Let’s be original: the “Creative Class” reset

It seems we’ve been snookered.

Richard Florida of “The Rise of the Creative Class” fame, is now back-pedaling hard on his theory that places could be saved by being more tolerant (coupled with technology and talent). Just focus on the gay geeks and all your troubles will go away was his tune, and DaytonCreate was born, money invested and the process begun.

It’s time to ask for a refund.

Now Richard says places like Austin and Boulder will make it- and places like Dayton won’t. Here are some excerpts from an excellent article from “The American Prospect”

All along, his detractors have been chipping away. Geographer Jamie Peck penned the most exhaustive broadside, Struggling with the Creative Class, in 2005. Conservatives have questioned Florida’s elevation of gay-friendliness as an economic driver and noted that, by some measures, yuppie idylls like San Francisco and Boston have lagged behind unhip, low-tax bastions like Houston and Charlotte, North Carolina. Liberal critics have noted that his creative hubs suffer high inequality, and argued that other cities should develop their own human capital — including that of the low-income minorities who have little place in Florida’s universe — instead of chasing a finite number of laptop professionals.

In a standard version of this critique, Amy Liu of the Brookings Institution — with which Florida was once affiliated — praises him for debunking “smoke-stack chasing” as economic development but says he has replaced that with another flawed “attraction” strategy. “The problem is that he omits a whole group of cities and parts of the country that would never be magnets for talent,” she says. “Most of the places that really need economic development are cities that must grow skills and talent from within.”

…it’s another thing for Florida now to be declaring, from his high-profile perch, that many of these same cities are not part of the country’s strategy for future growth simply because their prospects as creative magnets are too daunting….

“It’s funny that the roots [of his argument] were in Pittsburgh — which is now lauded as the only [city] that believed in itself enough to reinvent itself.”

via The Ruse of the Creative Class | The American Prospect.

The idea of an economy based purely on knowledge workers is only relevant if you have a population of people capable of being knowledge workers. This is the part that Florida ignored. What do you do with the elevator attendants in the information age?

And here is the key: The idea of luring business by marketing or with incentives is absolute bunk. Advertising that Dayton is a great place to live and work- doesn’t work unless people believe it. The idea of buying business with incentives is also pointless- since other places have bigger checkbooks- just ask NCR. Until Dayton starts to believe in itself- there will be no reinvention- and the way that happens is from within. We need to attack our own problems of too many fiefdoms, and refocus on delivering first-class living experiences. If you need an example- I point to Kettering with good schools and great athletic and arts programs for its residents. I point to the works of Five Rivers Metroparks and their bike paths, parks and programs.

If you want this city of your dreams- it’s time to start making the best use of what we have here. Richard Florida was never the answer.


- _What you will do_:
Could you please reproduce all the records below exactly, leaving out the images?

↓↓↓

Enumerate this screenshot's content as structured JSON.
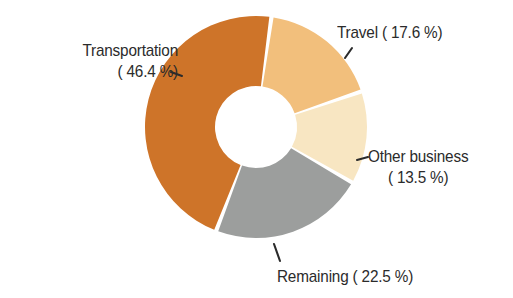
{
  "chart_data": {
    "type": "pie",
    "variant": "donut",
    "title": "",
    "subtitle": "",
    "xlabel": "",
    "ylabel": "",
    "units": "percent",
    "total": 100.0,
    "legend_position": "none",
    "labels_position": "outside-with-leader-lines",
    "grid": false,
    "background_color": "#ffffff",
    "text_color": "#2b2b2b",
    "categories": [
      "Travel",
      "Other business",
      "Remaining",
      "Transportation"
    ],
    "values": [
      17.6,
      13.5,
      22.5,
      46.4
    ],
    "colors": [
      "#f2bf7c",
      "#f8e6c2",
      "#9c9e9d",
      "#ce7429"
    ],
    "slices": [
      {
        "name": "Travel",
        "label": "Travel ( 17.6 %)",
        "value": 17.6,
        "value_text": "17.6 %",
        "color": "#f2bf7c",
        "start_angle": 8,
        "end_angle": 71.4
      },
      {
        "name": "Other business",
        "label": "Other business ( 13.5 %)",
        "value": 13.5,
        "value_text": "13.5 %",
        "color": "#f8e6c2",
        "start_angle": 71.4,
        "end_angle": 120.0
      },
      {
        "name": "Remaining",
        "label": "Remaining ( 22.5 %)",
        "value": 22.5,
        "value_text": "22.5 %",
        "color": "#9c9e9d",
        "start_angle": 120.0,
        "end_angle": 201.0
      },
      {
        "name": "Transportation",
        "label": "Transportation ( 46.4 %)",
        "value": 46.4,
        "value_text": "46.4 %",
        "color": "#ce7429",
        "start_angle": 201.0,
        "end_angle": 368.0
      }
    ],
    "geometry": {
      "center_x": 256,
      "center_y": 127,
      "outer_radius": 111,
      "inner_radius": 41,
      "gap_degrees": 2.2
    }
  },
  "labels": {
    "transportation": {
      "line1": "Transportation",
      "line2": "( 46.4 %)"
    },
    "travel": {
      "line1": "Travel ( 17.6 %)"
    },
    "other_business": {
      "line1": "Other business",
      "line2": "( 13.5 %)"
    },
    "remaining": {
      "line1": "Remaining ( 22.5 %)"
    }
  }
}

↑↑↑

- _Result for this task_:
Enumerate this screenshot's content as structured JSON.
{
  "chart_data": {
    "type": "pie",
    "variant": "donut",
    "title": "",
    "subtitle": "",
    "xlabel": "",
    "ylabel": "",
    "units": "percent",
    "total": 100.0,
    "legend_position": "none",
    "labels_position": "outside-with-leader-lines",
    "grid": false,
    "background_color": "#ffffff",
    "text_color": "#2b2b2b",
    "categories": [
      "Travel",
      "Other business",
      "Remaining",
      "Transportation"
    ],
    "values": [
      17.6,
      13.5,
      22.5,
      46.4
    ],
    "colors": [
      "#f2bf7c",
      "#f8e6c2",
      "#9c9e9d",
      "#ce7429"
    ],
    "slices": [
      {
        "name": "Travel",
        "label": "Travel ( 17.6 %)",
        "value": 17.6,
        "value_text": "17.6 %",
        "color": "#f2bf7c",
        "start_angle": 8,
        "end_angle": 71.4
      },
      {
        "name": "Other business",
        "label": "Other business ( 13.5 %)",
        "value": 13.5,
        "value_text": "13.5 %",
        "color": "#f8e6c2",
        "start_angle": 71.4,
        "end_angle": 120.0
      },
      {
        "name": "Remaining",
        "label": "Remaining ( 22.5 %)",
        "value": 22.5,
        "value_text": "22.5 %",
        "color": "#9c9e9d",
        "start_angle": 120.0,
        "end_angle": 201.0
      },
      {
        "name": "Transportation",
        "label": "Transportation ( 46.4 %)",
        "value": 46.4,
        "value_text": "46.4 %",
        "color": "#ce7429",
        "start_angle": 201.0,
        "end_angle": 368.0
      }
    ],
    "geometry": {
      "center_x": 256,
      "center_y": 127,
      "outer_radius": 111,
      "inner_radius": 41,
      "gap_degrees": 2.2
    }
  },
  "labels": {
    "transportation": {
      "line1": "Transportation",
      "line2": "( 46.4 %)"
    },
    "travel": {
      "line1": "Travel ( 17.6 %)"
    },
    "other_business": {
      "line1": "Other business",
      "line2": "( 13.5 %)"
    },
    "remaining": {
      "line1": "Remaining ( 22.5 %)"
    }
  }
}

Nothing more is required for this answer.